Immediate action required. A threat actor compromised Klue's Salesforce integration and used it to conduct bulk CRM data exfiltration across multiple enterprise environments. The attacker used Klue's stolen OAuth tokens to authenticate as the Klue integration account and issue mass queries against Salesforce CRM records. Login activity was generated, but from infrastructure entirely inconsistent with Klue's legitimate footprint. The account name varies across customer environments. This is not a Salesforce vulnerability. It is a SaaS supply chain access violation: a legitimate integration, abused.
ReliaQuest discovered the activity and notified Klue. Klue has begun contacting affected customers but has not issued a public advisory. Four enterprise tenants have been confirmed impacted.
If your organization has Klue connected to Salesforce, you need to act now.
The attack exploited something that security teams rarely scrutinize: an OAuth token.
OAuth tokens are how SaaS integrations authenticate. When your team connects Klue to Salesforce, Salesforce issues Klue an OAuth token that says: this integration is trusted, here is what it can access, go ahead. That token persists. It works silently in the background. And until it's revoked, it grants access regardless of whether the person or system using it is actually Klue.
When the attacker gained access to Klue's OAuth tokens, they didn't need a password, an MFA code, or a phished employee. They had the token. From Salesforce's perspective, that token is Klue. So access was granted and CRM records were queried at scale. Login activity did occur, but it came from infrastructure with no connection to Klue's legitimate environment. That infrastructure anomaly is where the attack becomes visible.
This is the OAuth risk at the core of every SaaS integration in your environment. We've written about how OAuth tokens work and where they go wrong, and why they're increasingly the attack surface threat actors are targeting.
SaaS supply chain breaches are accelerating. Threat actors have shifted from targeting individual organizations to targeting the SaaS vendors those organizations trust, because compromising one vendor means access to hundreds of enterprise environments at once.
Klue is the latest example. It's a competitive intelligence platform with routine, trusted, scoped access to Salesforce CRM data across hundreds of enterprise customers. That's precisely what makes it a target. One compromised OAuth token. Hundreds of potential blast radiuses.
The data extracted (account records, contact information, opportunity details) doesn't just have value in isolation. It enables downstream attacks: targeted phishing against the contacts in that CRM, intelligence on deal cycles and competitive positioning, and access paths into adjacent systems.
The Okta support system breach in 2023. CircleCI. Salesloft-Drift into Gainsight. Now Klue into Salesforce. The pattern is consistent: find the integration with the most data access and the least scrutiny, and use it.
This is precisely the class of access violation Obsidian was built to surface.
Full SaaS integration inventory: see every OAuth app connected to Salesforce, the scopes it holds, and every user who authorized it. Klue's integration scope and what it could access is visible immediately without waiting for a vendor advisory.
ISP deviation detection: the Klue integration account has a predictable infrastructure footprint. When activity starts routing through unexpected hosting providers, that deviation is the detection signal. Obsidian can query it across your environment.
Blast radius mapping: understand exactly which tenants had Klue connected to Salesforce during the attack window and what data the integration had access to.
OAuth token revocation: revoke the Klue OAuth token across all users and tenants from one place, without manual Salesforce admin work.
Persistence detection: check whether the attacker used the session to create new OAuth applications, add admin accounts, or plant webhooks before access was cut off.
That's the difference between a generic vendor advisory telling you to check your logs and having continuous access governance that tells you exactly what your integrations were doing, and from where.
Klue had legitimate access to your Salesforce CRM. So did the attacker, the moment that OAuth token was compromised.
This is the SaaS supply chain access problem in its clearest form: the attack doesn't breach your perimeter, your identity provider, or your network. It walks in through a trusted integration that your security team approved, scoped, and largely forgot about.
Would you know where risky access paths exist in your SaaS environment before a vendor advisory tells you to look?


WHAT TO PRODUCE
Report the lines of the data below that contain the string "Discount".

PROVIDED DATA

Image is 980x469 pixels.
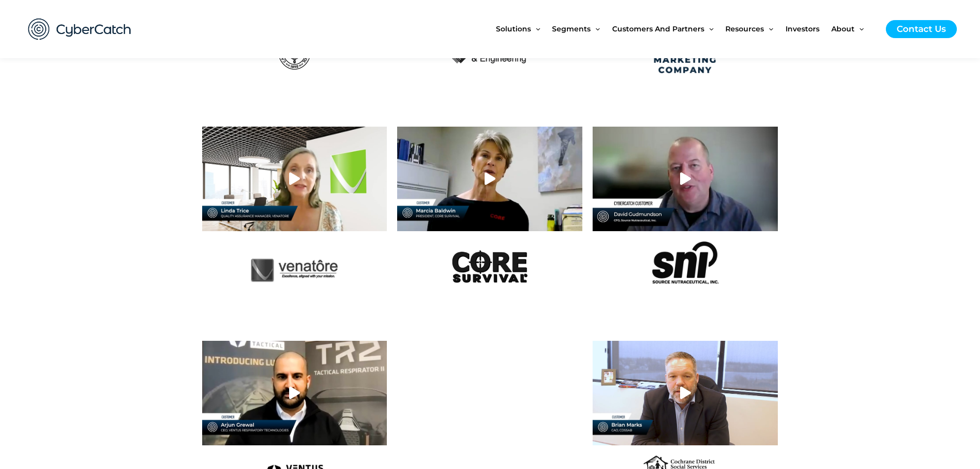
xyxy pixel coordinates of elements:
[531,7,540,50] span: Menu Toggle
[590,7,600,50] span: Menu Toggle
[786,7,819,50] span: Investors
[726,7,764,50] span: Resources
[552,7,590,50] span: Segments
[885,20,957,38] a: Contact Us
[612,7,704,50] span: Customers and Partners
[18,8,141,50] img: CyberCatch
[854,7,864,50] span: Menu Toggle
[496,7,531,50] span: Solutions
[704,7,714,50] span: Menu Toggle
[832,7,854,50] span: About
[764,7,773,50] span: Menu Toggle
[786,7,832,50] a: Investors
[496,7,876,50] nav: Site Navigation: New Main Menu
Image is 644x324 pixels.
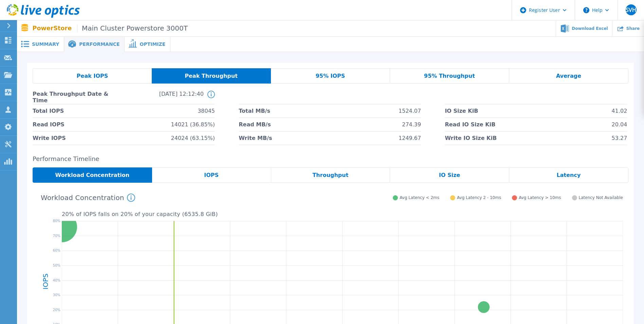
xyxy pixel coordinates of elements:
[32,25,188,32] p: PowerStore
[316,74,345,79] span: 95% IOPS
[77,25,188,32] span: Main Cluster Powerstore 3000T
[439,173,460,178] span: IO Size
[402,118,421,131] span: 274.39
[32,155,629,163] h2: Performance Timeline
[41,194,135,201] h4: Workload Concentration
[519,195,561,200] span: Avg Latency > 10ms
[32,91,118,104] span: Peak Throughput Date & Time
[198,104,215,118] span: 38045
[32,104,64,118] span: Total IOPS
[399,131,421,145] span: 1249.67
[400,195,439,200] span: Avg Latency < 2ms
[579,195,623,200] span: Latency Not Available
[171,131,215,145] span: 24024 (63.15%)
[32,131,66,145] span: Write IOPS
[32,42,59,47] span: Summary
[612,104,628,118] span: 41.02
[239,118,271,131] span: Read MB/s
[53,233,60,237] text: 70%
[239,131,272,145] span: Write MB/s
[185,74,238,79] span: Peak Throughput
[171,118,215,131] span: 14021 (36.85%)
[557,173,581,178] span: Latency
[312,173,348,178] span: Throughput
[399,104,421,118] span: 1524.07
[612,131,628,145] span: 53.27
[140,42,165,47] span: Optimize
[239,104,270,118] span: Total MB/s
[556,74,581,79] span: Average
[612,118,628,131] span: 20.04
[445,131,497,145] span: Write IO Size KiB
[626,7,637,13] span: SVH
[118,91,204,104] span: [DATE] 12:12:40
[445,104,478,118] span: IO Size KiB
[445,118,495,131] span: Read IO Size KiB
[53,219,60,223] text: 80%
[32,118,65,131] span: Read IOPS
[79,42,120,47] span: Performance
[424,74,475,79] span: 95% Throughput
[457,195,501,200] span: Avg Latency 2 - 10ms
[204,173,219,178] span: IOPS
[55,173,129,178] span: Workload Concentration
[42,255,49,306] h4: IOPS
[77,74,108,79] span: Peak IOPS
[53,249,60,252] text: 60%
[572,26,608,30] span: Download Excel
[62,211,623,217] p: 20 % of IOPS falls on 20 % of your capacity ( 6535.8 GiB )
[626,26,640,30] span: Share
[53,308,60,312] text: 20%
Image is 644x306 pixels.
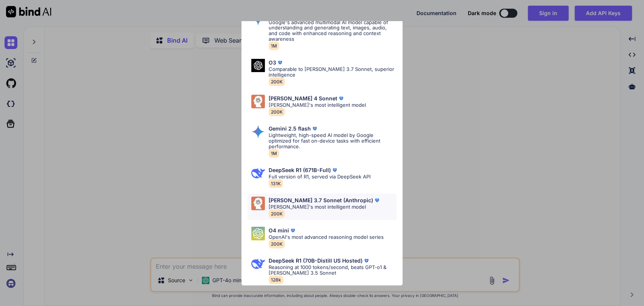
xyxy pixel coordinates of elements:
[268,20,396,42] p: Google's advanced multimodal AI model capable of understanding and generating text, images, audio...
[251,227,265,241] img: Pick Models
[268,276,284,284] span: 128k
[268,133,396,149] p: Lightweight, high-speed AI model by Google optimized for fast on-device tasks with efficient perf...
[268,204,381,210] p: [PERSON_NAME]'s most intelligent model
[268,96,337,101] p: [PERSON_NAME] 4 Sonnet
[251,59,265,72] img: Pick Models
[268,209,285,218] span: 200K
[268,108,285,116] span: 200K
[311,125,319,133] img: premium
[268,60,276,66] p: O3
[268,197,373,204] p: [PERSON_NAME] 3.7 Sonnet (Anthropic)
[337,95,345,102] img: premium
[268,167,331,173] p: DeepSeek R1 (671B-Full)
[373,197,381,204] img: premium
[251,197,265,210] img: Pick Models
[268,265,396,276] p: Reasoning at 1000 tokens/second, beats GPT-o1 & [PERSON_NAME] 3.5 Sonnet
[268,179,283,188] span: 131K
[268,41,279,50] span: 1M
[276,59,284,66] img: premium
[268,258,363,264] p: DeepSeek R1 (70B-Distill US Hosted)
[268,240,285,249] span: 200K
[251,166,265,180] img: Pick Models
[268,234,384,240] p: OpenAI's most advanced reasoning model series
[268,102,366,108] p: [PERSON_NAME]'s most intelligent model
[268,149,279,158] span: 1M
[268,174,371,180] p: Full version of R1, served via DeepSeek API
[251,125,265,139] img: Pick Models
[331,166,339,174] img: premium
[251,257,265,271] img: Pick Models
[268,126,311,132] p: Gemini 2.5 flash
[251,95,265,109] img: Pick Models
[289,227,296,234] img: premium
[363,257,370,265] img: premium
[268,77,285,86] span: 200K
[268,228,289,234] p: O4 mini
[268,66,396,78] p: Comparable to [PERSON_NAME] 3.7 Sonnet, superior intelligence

==

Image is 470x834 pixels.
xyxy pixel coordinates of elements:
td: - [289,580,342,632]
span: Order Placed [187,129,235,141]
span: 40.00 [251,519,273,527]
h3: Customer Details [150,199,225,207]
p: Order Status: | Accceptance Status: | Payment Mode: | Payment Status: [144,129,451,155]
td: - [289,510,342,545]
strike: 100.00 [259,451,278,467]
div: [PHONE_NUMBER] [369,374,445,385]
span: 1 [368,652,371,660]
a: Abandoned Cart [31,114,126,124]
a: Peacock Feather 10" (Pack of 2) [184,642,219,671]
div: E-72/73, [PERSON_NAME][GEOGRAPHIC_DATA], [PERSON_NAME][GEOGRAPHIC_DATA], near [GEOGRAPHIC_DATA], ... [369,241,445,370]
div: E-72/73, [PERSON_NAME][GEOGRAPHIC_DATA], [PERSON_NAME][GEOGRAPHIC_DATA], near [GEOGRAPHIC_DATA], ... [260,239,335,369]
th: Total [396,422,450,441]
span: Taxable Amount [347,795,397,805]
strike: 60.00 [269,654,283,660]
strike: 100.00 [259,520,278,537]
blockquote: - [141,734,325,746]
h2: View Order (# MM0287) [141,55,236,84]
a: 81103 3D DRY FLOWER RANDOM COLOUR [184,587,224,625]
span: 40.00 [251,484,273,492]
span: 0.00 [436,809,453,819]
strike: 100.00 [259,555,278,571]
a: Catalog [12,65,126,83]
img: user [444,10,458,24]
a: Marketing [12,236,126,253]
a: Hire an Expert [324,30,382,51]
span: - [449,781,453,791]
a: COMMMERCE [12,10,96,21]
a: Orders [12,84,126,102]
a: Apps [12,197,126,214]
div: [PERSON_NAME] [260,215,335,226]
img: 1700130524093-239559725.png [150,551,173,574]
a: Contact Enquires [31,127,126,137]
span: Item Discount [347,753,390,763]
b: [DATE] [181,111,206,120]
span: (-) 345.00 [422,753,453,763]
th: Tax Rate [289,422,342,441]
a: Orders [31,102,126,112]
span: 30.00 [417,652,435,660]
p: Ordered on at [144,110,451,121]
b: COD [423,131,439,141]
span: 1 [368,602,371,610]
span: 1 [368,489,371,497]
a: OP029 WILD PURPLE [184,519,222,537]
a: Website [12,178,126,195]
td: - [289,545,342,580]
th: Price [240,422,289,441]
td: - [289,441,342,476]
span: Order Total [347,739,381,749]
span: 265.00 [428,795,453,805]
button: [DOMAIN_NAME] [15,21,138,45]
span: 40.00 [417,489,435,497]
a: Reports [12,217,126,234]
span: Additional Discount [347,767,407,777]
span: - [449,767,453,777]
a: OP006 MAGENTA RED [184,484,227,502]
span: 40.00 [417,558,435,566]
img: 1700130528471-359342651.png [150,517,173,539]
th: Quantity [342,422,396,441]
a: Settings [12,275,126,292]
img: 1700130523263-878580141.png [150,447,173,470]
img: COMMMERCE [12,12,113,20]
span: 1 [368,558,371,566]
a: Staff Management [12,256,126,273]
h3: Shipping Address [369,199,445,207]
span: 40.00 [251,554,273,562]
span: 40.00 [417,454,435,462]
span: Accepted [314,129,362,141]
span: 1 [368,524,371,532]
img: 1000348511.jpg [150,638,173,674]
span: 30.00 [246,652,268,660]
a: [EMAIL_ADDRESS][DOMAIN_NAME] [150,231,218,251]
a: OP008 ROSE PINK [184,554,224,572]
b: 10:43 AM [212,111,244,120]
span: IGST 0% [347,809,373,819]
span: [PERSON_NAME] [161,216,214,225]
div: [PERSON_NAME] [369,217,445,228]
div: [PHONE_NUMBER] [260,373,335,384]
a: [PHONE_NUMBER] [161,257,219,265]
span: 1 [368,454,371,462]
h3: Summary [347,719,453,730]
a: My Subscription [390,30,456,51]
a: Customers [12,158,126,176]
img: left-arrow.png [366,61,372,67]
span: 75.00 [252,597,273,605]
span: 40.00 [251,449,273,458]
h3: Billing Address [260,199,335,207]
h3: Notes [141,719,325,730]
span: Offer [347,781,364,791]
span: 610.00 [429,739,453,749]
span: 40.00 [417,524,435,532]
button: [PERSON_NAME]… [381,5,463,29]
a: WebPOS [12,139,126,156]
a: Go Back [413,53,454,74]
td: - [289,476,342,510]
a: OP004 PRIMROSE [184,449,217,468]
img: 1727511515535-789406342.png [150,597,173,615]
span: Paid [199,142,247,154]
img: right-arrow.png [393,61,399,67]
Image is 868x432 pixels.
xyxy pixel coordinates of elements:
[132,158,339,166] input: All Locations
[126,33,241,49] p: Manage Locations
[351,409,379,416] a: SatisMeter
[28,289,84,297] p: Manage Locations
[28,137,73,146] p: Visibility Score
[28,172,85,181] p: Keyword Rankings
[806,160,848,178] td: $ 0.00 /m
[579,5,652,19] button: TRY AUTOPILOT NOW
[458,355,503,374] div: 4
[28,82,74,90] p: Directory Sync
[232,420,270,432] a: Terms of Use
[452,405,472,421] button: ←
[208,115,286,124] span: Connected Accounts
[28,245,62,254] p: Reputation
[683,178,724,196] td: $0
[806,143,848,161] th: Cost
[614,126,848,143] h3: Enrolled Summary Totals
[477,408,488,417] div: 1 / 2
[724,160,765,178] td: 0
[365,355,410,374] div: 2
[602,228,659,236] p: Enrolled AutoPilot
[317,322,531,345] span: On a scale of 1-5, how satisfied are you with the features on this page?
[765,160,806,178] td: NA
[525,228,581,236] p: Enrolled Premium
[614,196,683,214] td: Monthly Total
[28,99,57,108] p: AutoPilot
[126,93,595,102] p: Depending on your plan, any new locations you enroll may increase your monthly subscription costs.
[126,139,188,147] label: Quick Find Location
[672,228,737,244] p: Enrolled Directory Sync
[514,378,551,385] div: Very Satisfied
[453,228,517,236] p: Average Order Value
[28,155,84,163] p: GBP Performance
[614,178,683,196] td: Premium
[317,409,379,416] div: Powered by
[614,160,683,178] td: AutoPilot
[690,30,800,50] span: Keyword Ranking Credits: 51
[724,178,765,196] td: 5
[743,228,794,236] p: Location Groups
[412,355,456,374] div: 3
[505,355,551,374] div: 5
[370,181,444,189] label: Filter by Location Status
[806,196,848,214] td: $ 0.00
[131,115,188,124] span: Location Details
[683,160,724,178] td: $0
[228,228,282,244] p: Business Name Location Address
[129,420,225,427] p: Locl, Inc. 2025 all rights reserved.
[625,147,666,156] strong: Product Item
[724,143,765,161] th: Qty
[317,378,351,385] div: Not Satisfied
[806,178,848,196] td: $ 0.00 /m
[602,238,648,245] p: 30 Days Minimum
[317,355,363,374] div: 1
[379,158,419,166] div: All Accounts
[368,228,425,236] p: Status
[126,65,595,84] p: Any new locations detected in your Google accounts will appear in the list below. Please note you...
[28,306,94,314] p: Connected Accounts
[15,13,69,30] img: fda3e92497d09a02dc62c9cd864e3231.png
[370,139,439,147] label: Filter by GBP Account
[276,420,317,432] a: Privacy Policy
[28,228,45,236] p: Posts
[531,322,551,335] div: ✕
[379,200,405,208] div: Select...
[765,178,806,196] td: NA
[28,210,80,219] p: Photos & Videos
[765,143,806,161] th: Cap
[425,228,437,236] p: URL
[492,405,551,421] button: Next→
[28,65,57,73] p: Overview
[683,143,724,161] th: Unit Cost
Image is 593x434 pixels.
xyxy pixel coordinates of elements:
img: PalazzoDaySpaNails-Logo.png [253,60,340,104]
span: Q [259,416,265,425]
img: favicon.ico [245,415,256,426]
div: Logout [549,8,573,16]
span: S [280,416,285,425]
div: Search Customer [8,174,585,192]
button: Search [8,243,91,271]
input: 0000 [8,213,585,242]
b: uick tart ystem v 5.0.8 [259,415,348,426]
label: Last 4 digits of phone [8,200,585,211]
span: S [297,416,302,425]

RESPONSE
span: Item Discount [347,753,390,763]
span: Additional Discount [347,767,407,777]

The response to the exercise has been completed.